When OBS pulls digital inputs from an external USB microphone or webcam array, it occasionally attempts to read the hardware manufacturer's internal clock stamps to map synchronization. If those hardware chips drift by even a fraction of a millisecond, OBS will introduce erratic processing delays trying to compensate.

  • The Fix: Double-click your physical microphone source inside your OBS Sources list (or head back to Advanced Audio Properties). Scroll to the bottom configuration details and uncheck the box labeled "Use Device Timestamps". This forces OBS to read the audio packets raw as they land on your motherboard.

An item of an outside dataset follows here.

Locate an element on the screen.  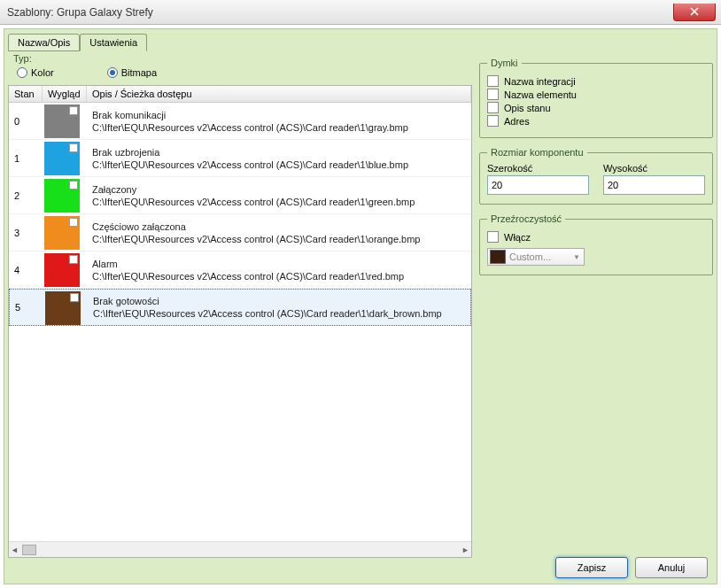
cell-stan: 0 is located at coordinates (26, 120).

Tired of Calculating Millisecond Delays?

While OBS Studio remains an unrivaled open-source powerhouse for live broadcasters who need advanced multi-track hardware mapping, dealing with sample rate math, device timestamp offsets, and millisecond sync calculations can completely ruin your creative momentum.

If your primary objective is simply producing crisp software tutorials, web walkthroughs, onboarding modules, or digital course lessons without spending your afternoons acting as an audio support technician, it is time to move your creator stack to Cubix Capture.

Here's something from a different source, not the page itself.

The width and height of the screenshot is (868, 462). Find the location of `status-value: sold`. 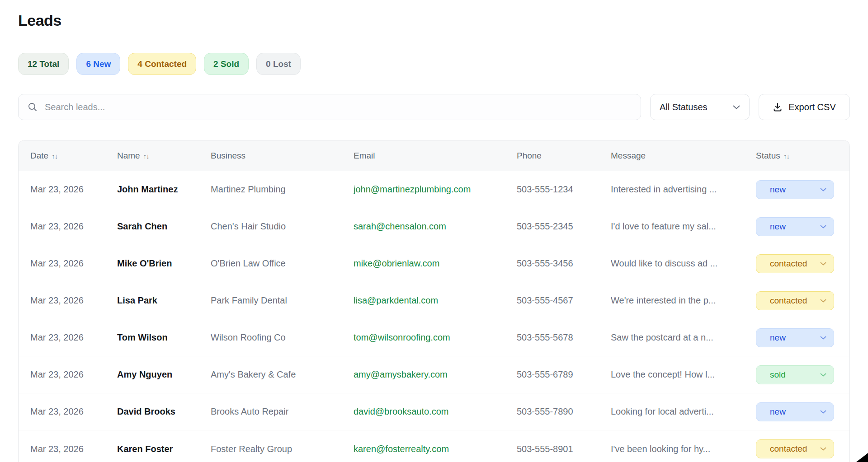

Instead of running like a complex, manual broadcast mixing board that leaves alignment tracking entirely up to you, Cubix Capture uses a modernized, automated capture engine:

  • Flawless Unified Syncing: It completely eliminates millisecond sync calculations. It locks onto your active microphone hardware, app audio lines, and desktop visual frames simultaneously via an automated hardware clock matrix, guaranteeing flawless alignment from start to finish.
  • Algorithmic Focal Zooming: Because over half of your audience watches tutorials on smartphones, full-monitor screen recordings make application labels look microscopic. Cubix Capture automatically tracks your cursor targets and smoothly glides the camera inward to magnify dropdown menus, text blocks, and settings panels dynamically while you talk.
  • AI Cursor Path Smoothing: It catches naturally frantic micro-movements from your physical trackpad or mouse and smooths them into an elegant, cinematic glide that anchors student attention.

If you are a streaming engineer building an advanced live multi-camera broadcast stream, syncing your sample rates inside the system sound panel will restore your OBS audio layer. But if your goal is to save your schedule, avoid technical troubleshooting, and output polished, mobile-optimized tutorials the exact millisecond you click stop recording, moving your creator setup to a smart, automated platform like Cubix Capture handles the entire pipeline for you seamlessly.